Turning into physicists…

There were a couple of moments in the first-year lab yesterday that made me want to despair:

The first one:

Student: My magnetic field doesn’t change when I increase the current

Me, seeing what the problem is: How do you connect an ammeter in a circuit?

Student: In series. Um…oh, hang on…we’ve done parallel, haven’t we?

The second one:

Student: We’ve switched it on, but nothing’s happening. 

Me, seeing that the red ‘on’ light isn’t on: Is it plugged in?

At this point I could have despaired – how can we possibly teach students who can’t plug something in or put an ammeter in series with what they want to measure.  But, I haven’t, because I also teach in the third year labs, where things often are at the other extreme – e.g. students suggesting ways of improving the experiment – and sometimes actually going and doing it. Last week, we were working with a ferrofluid (a magnetic fluid – pretty cool stuff) and a pair of them, while waiting for their experiment to settle, decided that a good way to fill the time would be to build the biggest electromagnet they could out of what they could find in the lab and see how the fluid responded to it.  I think that shows some initiative, some real understanding of physics (since they went on to build the thing) and actual ability to do experimental work for themselves.  The result was a little bit messy but quite interesting.

So we have students who perhaps can’t plug in an ammeter properly in year 1 turning into real physicists by the end of year 3, so that’s no cause for despair, really.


→ **EXERCISE DETAILS**
Once the pictures are removed, restate the listing word for word.

→ **EXERCISE DATA**
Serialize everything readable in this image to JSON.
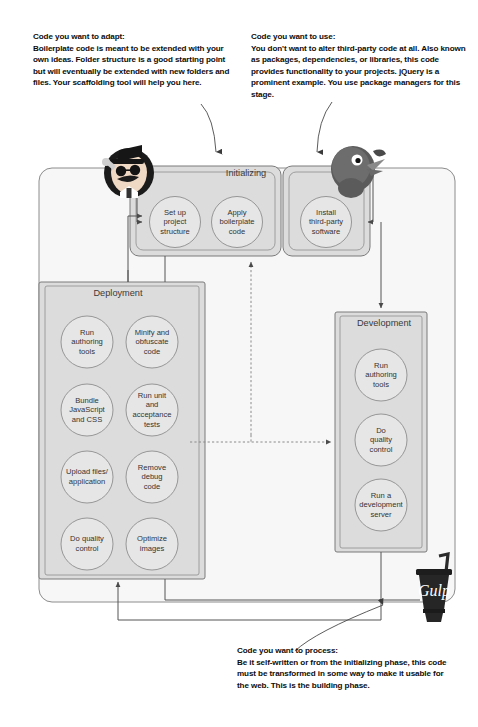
{
  "annotations": {
    "adapt": {
      "title": "Code you want to adapt:",
      "body": "Boilerplate code is meant to be extended with your own ideas. Folder structure is a good starting point but will eventually be extended with new folders and files. Your scaffolding tool will help you here."
    },
    "use": {
      "title": "Code you want to use:",
      "body": "You don't want to alter third-party code at all. Also known as packages, dependencies, or libraries, this code provides functionality to your projects. jQuery is a prominent example. You use package managers for this stage."
    },
    "process": {
      "title": "Code you want to process:",
      "body": "Be it self-written or from the initializing phase, this code must be transformed in some way to make it usable for the web. This is the building phase."
    }
  },
  "diagram": {
    "type": "flow",
    "sections": [
      {
        "id": "initializing",
        "title": "Initializing",
        "nodes": [
          {
            "id": "set-up-project-structure",
            "lines": [
              "Set up",
              "project",
              "structure"
            ]
          },
          {
            "id": "apply-boilerplate-code",
            "lines": [
              "Apply",
              "boilerplate",
              "code"
            ]
          },
          {
            "id": "install-third-party-software",
            "lines": [
              "Install",
              "third-party",
              "software"
            ]
          }
        ]
      },
      {
        "id": "deployment",
        "title": "Deployment",
        "nodes": [
          {
            "id": "run-authoring-tools",
            "lines": [
              "Run",
              "authoring",
              "tools"
            ]
          },
          {
            "id": "minify-and-obfuscate-code",
            "lines": [
              "Minify and",
              "obfuscate",
              "code"
            ]
          },
          {
            "id": "bundle-javascript-and-css",
            "lines": [
              "Bundle",
              "JavaScript",
              "and CSS"
            ]
          },
          {
            "id": "run-unit-and-acceptance-tests",
            "lines": [
              "Run unit",
              "and",
              "acceptance",
              "tests"
            ]
          },
          {
            "id": "upload-files-application",
            "lines": [
              "Upload files/",
              "application"
            ]
          },
          {
            "id": "remove-debug-code",
            "lines": [
              "Remove",
              "debug",
              "code"
            ]
          },
          {
            "id": "do-quality-control",
            "lines": [
              "Do quality",
              "control"
            ]
          },
          {
            "id": "optimize-images",
            "lines": [
              "Optimize",
              "images"
            ]
          }
        ]
      },
      {
        "id": "development",
        "title": "Development",
        "nodes": [
          {
            "id": "run-authoring-tools-dev",
            "lines": [
              "Run",
              "authoring",
              "tools"
            ]
          },
          {
            "id": "do-quality-control-dev",
            "lines": [
              "Do",
              "quality",
              "control"
            ]
          },
          {
            "id": "run-a-development-server",
            "lines": [
              "Run a",
              "development",
              "server"
            ]
          }
        ]
      }
    ],
    "logos": [
      {
        "id": "yeoman-mascot",
        "name": "yeoman-mascot-icon"
      },
      {
        "id": "bower-mascot",
        "name": "bower-mascot-icon"
      },
      {
        "id": "gulp-logo",
        "name": "gulp-cup-logo",
        "wordmark": "Gulp"
      }
    ],
    "colors": {
      "section_fill": "#dcdcdc",
      "node_fill": "#e3e3e3",
      "outline": "#6f6f6f",
      "canvas_fill": "#f7f7f7",
      "text": "#333333"
    }
  }
}
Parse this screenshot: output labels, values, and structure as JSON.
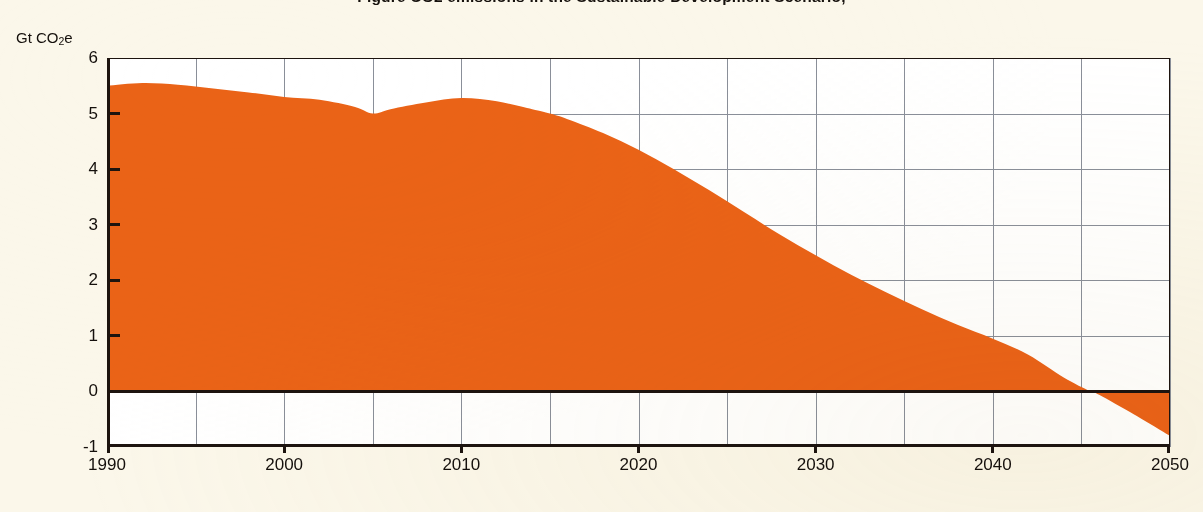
{
  "title": {
    "clipped_text": "Figure  CO2   emissions  in the Sustainable Development Scenario,"
  },
  "axes": {
    "y_unit_prefix": "Gt CO",
    "y_unit_sub": "2",
    "y_unit_suffix": "e",
    "y_ticks": [
      "6",
      "5",
      "4",
      "3",
      "2",
      "1",
      "0",
      "-1"
    ],
    "x_ticks": [
      "1990",
      "2000",
      "2010",
      "2020",
      "2030",
      "2040",
      "2050"
    ]
  },
  "colors": {
    "background": "#fbf7ea",
    "plot_background": "#ffffff",
    "area": "#ea6317",
    "axis": "#1d140f",
    "grid": "#8a8f99"
  },
  "chart_data": {
    "type": "area",
    "title": "CO2 emissions in the Sustainable Development Scenario",
    "xlabel": "",
    "ylabel": "Gt CO2e",
    "xlim": [
      1990,
      2050
    ],
    "ylim": [
      -1,
      6
    ],
    "grid": true,
    "grid_x_step": 5,
    "grid_y_step": 1,
    "legend": "none",
    "zero_crossing_year": 2045.5,
    "series": [
      {
        "name": "CO2 emissions",
        "color": "#ea6317",
        "x": [
          1990,
          1992,
          1994,
          1996,
          1998,
          2000,
          2002,
          2004,
          2005,
          2006,
          2008,
          2010,
          2012,
          2014,
          2015,
          2016,
          2018,
          2020,
          2022,
          2024,
          2026,
          2028,
          2030,
          2032,
          2034,
          2036,
          2038,
          2040,
          2042,
          2044,
          2045.5,
          2046,
          2048,
          2050
        ],
        "values": [
          5.5,
          5.55,
          5.52,
          5.45,
          5.38,
          5.3,
          5.25,
          5.12,
          5.0,
          5.08,
          5.2,
          5.28,
          5.22,
          5.08,
          5.0,
          4.9,
          4.65,
          4.35,
          4.0,
          3.62,
          3.22,
          2.82,
          2.45,
          2.1,
          1.78,
          1.48,
          1.2,
          0.95,
          0.66,
          0.25,
          0.0,
          -0.06,
          -0.42,
          -0.8
        ]
      }
    ]
  }
}
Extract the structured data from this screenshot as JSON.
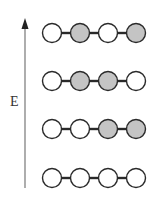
{
  "axis": {
    "label": "E",
    "direction": "up"
  },
  "colors": {
    "filled": "#c4c4c4",
    "empty": "#ffffff",
    "stroke": "#2a2a2a",
    "axis": "#777777"
  },
  "rows": [
    {
      "states": [
        0,
        1,
        0,
        1
      ]
    },
    {
      "states": [
        0,
        1,
        1,
        0
      ]
    },
    {
      "states": [
        0,
        0,
        1,
        1
      ]
    },
    {
      "states": [
        0,
        0,
        0,
        0
      ]
    }
  ]
}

→ **ANSWER TO THIS TASK**
Serialize everything readable in this image to JSON.
{
  "annotations": {
    "adapt": {
      "title": "Code you want to adapt:",
      "body": "Boilerplate code is meant to be extended with your own ideas. Folder structure is a good starting point but will eventually be extended with new folders and files. Your scaffolding tool will help you here."
    },
    "use": {
      "title": "Code you want to use:",
      "body": "You don't want to alter third-party code at all. Also known as packages, dependencies, or libraries, this code provides functionality to your projects. jQuery is a prominent example. You use package managers for this stage."
    },
    "process": {
      "title": "Code you want to process:",
      "body": "Be it self-written or from the initializing phase, this code must be transformed in some way to make it usable for the web. This is the building phase."
    }
  },
  "diagram": {
    "type": "flow",
    "sections": [
      {
        "id": "initializing",
        "title": "Initializing",
        "nodes": [
          {
            "id": "set-up-project-structure",
            "lines": [
              "Set up",
              "project",
              "structure"
            ]
          },
          {
            "id": "apply-boilerplate-code",
            "lines": [
              "Apply",
              "boilerplate",
              "code"
            ]
          },
          {
            "id": "install-third-party-software",
            "lines": [
              "Install",
              "third-party",
              "software"
            ]
          }
        ]
      },
      {
        "id": "deployment",
        "title": "Deployment",
        "nodes": [
          {
            "id": "run-authoring-tools",
            "lines": [
              "Run",
              "authoring",
              "tools"
            ]
          },
          {
            "id": "minify-and-obfuscate-code",
            "lines": [
              "Minify and",
              "obfuscate",
              "code"
            ]
          },
          {
            "id": "bundle-javascript-and-css",
            "lines": [
              "Bundle",
              "JavaScript",
              "and CSS"
            ]
          },
          {
            "id": "run-unit-and-acceptance-tests",
            "lines": [
              "Run unit",
              "and",
              "acceptance",
              "tests"
            ]
          },
          {
            "id": "upload-files-application",
            "lines": [
              "Upload files/",
              "application"
            ]
          },
          {
            "id": "remove-debug-code",
            "lines": [
              "Remove",
              "debug",
              "code"
            ]
          },
          {
            "id": "do-quality-control",
            "lines": [
              "Do quality",
              "control"
            ]
          },
          {
            "id": "optimize-images",
            "lines": [
              "Optimize",
              "images"
            ]
          }
        ]
      },
      {
        "id": "development",
        "title": "Development",
        "nodes": [
          {
            "id": "run-authoring-tools-dev",
            "lines": [
              "Run",
              "authoring",
              "tools"
            ]
          },
          {
            "id": "do-quality-control-dev",
            "lines": [
              "Do",
              "quality",
              "control"
            ]
          },
          {
            "id": "run-a-development-server",
            "lines": [
              "Run a",
              "development",
              "server"
            ]
          }
        ]
      }
    ],
    "logos": [
      {
        "id": "yeoman-mascot",
        "name": "yeoman-mascot-icon"
      },
      {
        "id": "bower-mascot",
        "name": "bower-mascot-icon"
      },
      {
        "id": "gulp-logo",
        "name": "gulp-cup-logo",
        "wordmark": "Gulp"
      }
    ],
    "colors": {
      "section_fill": "#dcdcdc",
      "node_fill": "#e3e3e3",
      "outline": "#6f6f6f",
      "canvas_fill": "#f7f7f7",
      "text": "#333333"
    }
  }
}
Parse this screenshot: output labels, values, and structure as JSON.
{
  "title": {
    "clipped_text": "Figure  CO2   emissions  in the Sustainable Development Scenario,"
  },
  "axes": {
    "y_unit_prefix": "Gt CO",
    "y_unit_sub": "2",
    "y_unit_suffix": "e",
    "y_ticks": [
      "6",
      "5",
      "4",
      "3",
      "2",
      "1",
      "0",
      "-1"
    ],
    "x_ticks": [
      "1990",
      "2000",
      "2010",
      "2020",
      "2030",
      "2040",
      "2050"
    ]
  },
  "colors": {
    "background": "#fbf7ea",
    "plot_background": "#ffffff",
    "area": "#ea6317",
    "axis": "#1d140f",
    "grid": "#8a8f99"
  },
  "chart_data": {
    "type": "area",
    "title": "CO2 emissions in the Sustainable Development Scenario",
    "xlabel": "",
    "ylabel": "Gt CO2e",
    "xlim": [
      1990,
      2050
    ],
    "ylim": [
      -1,
      6
    ],
    "grid": true,
    "grid_x_step": 5,
    "grid_y_step": 1,
    "legend": "none",
    "zero_crossing_year": 2045.5,
    "series": [
      {
        "name": "CO2 emissions",
        "color": "#ea6317",
        "x": [
          1990,
          1992,
          1994,
          1996,
          1998,
          2000,
          2002,
          2004,
          2005,
          2006,
          2008,
          2010,
          2012,
          2014,
          2015,
          2016,
          2018,
          2020,
          2022,
          2024,
          2026,
          2028,
          2030,
          2032,
          2034,
          2036,
          2038,
          2040,
          2042,
          2044,
          2045.5,
          2046,
          2048,
          2050
        ],
        "values": [
          5.5,
          5.55,
          5.52,
          5.45,
          5.38,
          5.3,
          5.25,
          5.12,
          5.0,
          5.08,
          5.2,
          5.28,
          5.22,
          5.08,
          5.0,
          4.9,
          4.65,
          4.35,
          4.0,
          3.62,
          3.22,
          2.82,
          2.45,
          2.1,
          1.78,
          1.48,
          1.2,
          0.95,
          0.66,
          0.25,
          0.0,
          -0.06,
          -0.42,
          -0.8
        ]
      }
    ]
  }
}
Extract the structured data from this screenshot as JSON.
{
  "axis": {
    "label": "E",
    "direction": "up"
  },
  "colors": {
    "filled": "#c4c4c4",
    "empty": "#ffffff",
    "stroke": "#2a2a2a",
    "axis": "#777777"
  },
  "rows": [
    {
      "states": [
        0,
        1,
        0,
        1
      ]
    },
    {
      "states": [
        0,
        1,
        1,
        0
      ]
    },
    {
      "states": [
        0,
        0,
        1,
        1
      ]
    },
    {
      "states": [
        0,
        0,
        0,
        0
      ]
    }
  ]
}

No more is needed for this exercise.